Adswerve

Tracking Sponsored Search Actual Keyword Search Terms for all engines using only 1 filter


January 11, 2010

A couple years ago the folks at Omega Digital Media and GA Experts collaborated on a filter to combine the actual search term (say, “size 12 men’s running shoes”) with the bidded term (say, “mens running shoes”).   I was replying to a post on the Google Analytics Help Forum last year and wanted to reference the filter settings, but couldn’t find the original post, so I’ve decided to write my own.   Original credit for the idea goes to Jim Newsome at Omega.  Read on for the details!

Tracking Actual Search Terms with a Single Filter in Google Analytics

We’re going to use an advanced filter that looks for the actual search term string in the “referral” portion of the utm.gif hit and copy it into the user-defined field.   Note: this will only work if you are not already setting user-defined using the setVar() method.   If you are setting user-defined, simply push the actual term into another field, like “Java Enabled”, which is a waste of good database space in my opinion.

Filter Settings

Filter type:
advanced
Field A extract field:
referral
(this is the “utmr” value of a utm.gif hit – if there was a referral, then the first utm.gif hit of the session will populate this field)
Field A extract pattern: (?|&)(q|p|query|encquery|s|qt|terms|kw|qs|wd|w|text)=([^&]*)
Field B extract field: medium
Field B extract pattern: cpc|ppc
(this ensures we only run this filter if the medium is cpc or ppc – we don’t want organic or other mediums)
Output to field: User-Defined
Output pattern: $A3
Field A required: yes
Field B required: yes
Overwrite output: yes
Case sensitive: no

Uses for this actual keyword to the bidded term filter

  • Identify new terms for phrase and exact match buys
  • Identify terms that should be negatively matched
  • Determine the length of the long-tail for a given purchased keyword

Why do I like this filter over the other filters that modify the actual keyword field? The reason is simple: don’t mess with the keyword field!   If you do, in many situations you’re going to see data errors.   It also makes easy drill-down much harder.   If you want more powerful CPC and SEM analysis, consider using Urchin 6 in conjunction with your Google Analytics – all it takes is a couple extra lines in your ga.js tag and setting up an Urchin server (that part isn’t so easy).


WHAT YOU ARE ASKED TO DO: Print out each entry below exactly; do not carry over any image.
▼
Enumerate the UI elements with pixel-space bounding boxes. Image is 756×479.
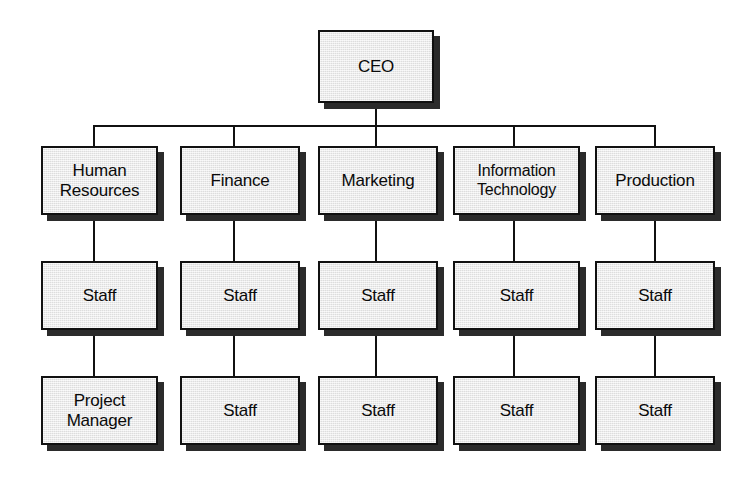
node-human-resources[interactable]: Human Resources (41, 146, 158, 215)
connector-it-to-staff (513, 215, 515, 261)
node-ceo-label: CEO (354, 57, 398, 77)
node-production[interactable]: Production (595, 146, 715, 215)
node-information-technology[interactable]: Information Technology (453, 146, 580, 215)
node-finance[interactable]: Finance (180, 146, 300, 215)
node-it-staff-2[interactable]: Staff (453, 376, 580, 445)
connector-production-to-staff (654, 215, 656, 261)
org-chart-canvas: CEO Human Resources Finance Marketing In… (0, 0, 756, 479)
node-production-staff-label: Staff (634, 286, 676, 306)
connector-bus-to-marketing (375, 125, 377, 146)
connector-it-staff-to-staff2 (513, 330, 515, 376)
connector-finance-to-staff (233, 215, 235, 261)
node-marketing-label: Marketing (338, 171, 419, 191)
connector-hr-to-staff (93, 215, 95, 261)
connector-bus-to-finance (233, 125, 235, 146)
connector-bus-to-production (654, 125, 656, 146)
node-marketing-staff-2-label: Staff (357, 401, 399, 421)
node-hr-project-manager-label: Project Manager (63, 391, 137, 431)
node-production-label: Production (611, 171, 698, 191)
node-production-staff[interactable]: Staff (595, 261, 715, 330)
node-finance-label: Finance (206, 171, 273, 191)
node-ceo[interactable]: CEO (318, 30, 434, 103)
node-finance-staff[interactable]: Staff (180, 261, 300, 330)
node-it-staff-label: Staff (496, 286, 538, 306)
node-marketing-staff[interactable]: Staff (318, 261, 438, 330)
connector-finance-staff-to-staff2 (233, 330, 235, 376)
node-it-staff-2-label: Staff (496, 401, 538, 421)
node-it-staff[interactable]: Staff (453, 261, 580, 330)
connector-production-staff-to-staff2 (654, 330, 656, 376)
node-marketing-staff-label: Staff (357, 286, 399, 306)
node-marketing-staff-2[interactable]: Staff (318, 376, 438, 445)
node-hr-staff-label: Staff (79, 286, 121, 306)
node-human-resources-label: Human Resources (56, 161, 143, 201)
connector-marketing-to-staff (375, 215, 377, 261)
node-marketing[interactable]: Marketing (318, 146, 438, 215)
connector-hr-staff-to-project-manager (93, 330, 95, 376)
node-finance-staff-2-label: Staff (219, 401, 261, 421)
connector-marketing-staff-to-staff2 (375, 330, 377, 376)
node-finance-staff-2[interactable]: Staff (180, 376, 300, 445)
node-hr-staff[interactable]: Staff (41, 261, 158, 330)
connector-ceo-stem (375, 103, 377, 127)
node-hr-project-manager[interactable]: Project Manager (41, 376, 158, 445)
node-information-technology-label: Information Technology (473, 162, 560, 199)
connector-bus-to-hr (93, 125, 95, 146)
node-finance-staff-label: Staff (219, 286, 261, 306)
node-production-staff-2[interactable]: Staff (595, 376, 715, 445)
node-production-staff-2-label: Staff (634, 401, 676, 421)
connector-bus-to-it (513, 125, 515, 146)
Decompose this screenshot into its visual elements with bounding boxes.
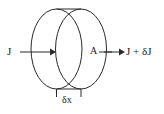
current-density-out-label: J + δJ [126,46,151,57]
incoming-flux-arrow [20,49,56,56]
left-face-ellipse [31,9,82,89]
thickness-label: δx [62,95,72,105]
cylinder-flux-svg [0,0,164,114]
current-density-in-label: J [7,46,11,57]
physics-diagram-figure: J A J + δJ δx [0,0,164,114]
right-face-ellipse [56,9,107,89]
cross-section-area-label: A [90,46,97,56]
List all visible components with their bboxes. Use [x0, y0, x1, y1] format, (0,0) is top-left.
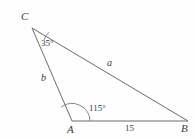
▲
THE COMPLETED TASK:
Enumerate the UI elements with pixel-space bounding boxes. Image is 756×479.
node-human-resources[interactable]: Human Resources (41, 146, 158, 215)
connector-it-to-staff (513, 215, 515, 261)
node-ceo-label: CEO (354, 57, 398, 77)
node-production[interactable]: Production (595, 146, 715, 215)
node-information-technology[interactable]: Information Technology (453, 146, 580, 215)
node-finance[interactable]: Finance (180, 146, 300, 215)
node-it-staff-2[interactable]: Staff (453, 376, 580, 445)
connector-production-to-staff (654, 215, 656, 261)
org-chart-canvas: CEO Human Resources Finance Marketing In… (0, 0, 756, 479)
node-production-staff-label: Staff (634, 286, 676, 306)
connector-bus-to-marketing (375, 125, 377, 146)
connector-it-staff-to-staff2 (513, 330, 515, 376)
connector-finance-to-staff (233, 215, 235, 261)
node-marketing-label: Marketing (338, 171, 419, 191)
connector-hr-to-staff (93, 215, 95, 261)
connector-bus-to-finance (233, 125, 235, 146)
connector-bus-to-production (654, 125, 656, 146)
node-marketing-staff-2-label: Staff (357, 401, 399, 421)
node-hr-project-manager-label: Project Manager (63, 391, 137, 431)
node-production-label: Production (611, 171, 698, 191)
node-production-staff[interactable]: Staff (595, 261, 715, 330)
node-finance-label: Finance (206, 171, 273, 191)
node-ceo[interactable]: CEO (318, 30, 434, 103)
node-finance-staff[interactable]: Staff (180, 261, 300, 330)
node-it-staff-label: Staff (496, 286, 538, 306)
node-marketing-staff[interactable]: Staff (318, 261, 438, 330)
connector-finance-staff-to-staff2 (233, 330, 235, 376)
node-it-staff-2-label: Staff (496, 401, 538, 421)
node-it-staff[interactable]: Staff (453, 261, 580, 330)
connector-production-staff-to-staff2 (654, 330, 656, 376)
node-marketing-staff-label: Staff (357, 286, 399, 306)
node-marketing-staff-2[interactable]: Staff (318, 376, 438, 445)
node-hr-staff-label: Staff (79, 286, 121, 306)
node-human-resources-label: Human Resources (56, 161, 143, 201)
connector-marketing-to-staff (375, 215, 377, 261)
node-marketing[interactable]: Marketing (318, 146, 438, 215)
connector-hr-staff-to-project-manager (93, 330, 95, 376)
node-finance-staff-2-label: Staff (219, 401, 261, 421)
connector-marketing-staff-to-staff2 (375, 330, 377, 376)
node-finance-staff-2[interactable]: Staff (180, 376, 300, 445)
node-hr-staff[interactable]: Staff (41, 261, 158, 330)
connector-ceo-stem (375, 103, 377, 127)
node-hr-project-manager[interactable]: Project Manager (41, 376, 158, 445)
node-information-technology-label: Information Technology (473, 162, 560, 199)
connector-bus-to-hr (93, 125, 95, 146)
node-finance-staff-label: Staff (219, 286, 261, 306)
node-production-staff-2[interactable]: Staff (595, 376, 715, 445)
node-production-staff-2-label: Staff (634, 401, 676, 421)
connector-bus-to-it (513, 125, 515, 146)
Decompose this screenshot into its visual elements with bounding boxes.
current-density-out-label: J + δJ [126,46,151,57]
incoming-flux-arrow [20,49,56,56]
left-face-ellipse [31,9,82,89]
thickness-label: δx [62,95,72,105]
cylinder-flux-svg [0,0,164,114]
current-density-in-label: J [7,46,11,57]
physics-diagram-figure: J A J + δJ δx [0,0,164,114]
right-face-ellipse [56,9,107,89]
cross-section-area-label: A [90,46,97,56]
List all visible components with their bboxes. Use [x0, y0, x1, y1] format, (0,0) is top-left.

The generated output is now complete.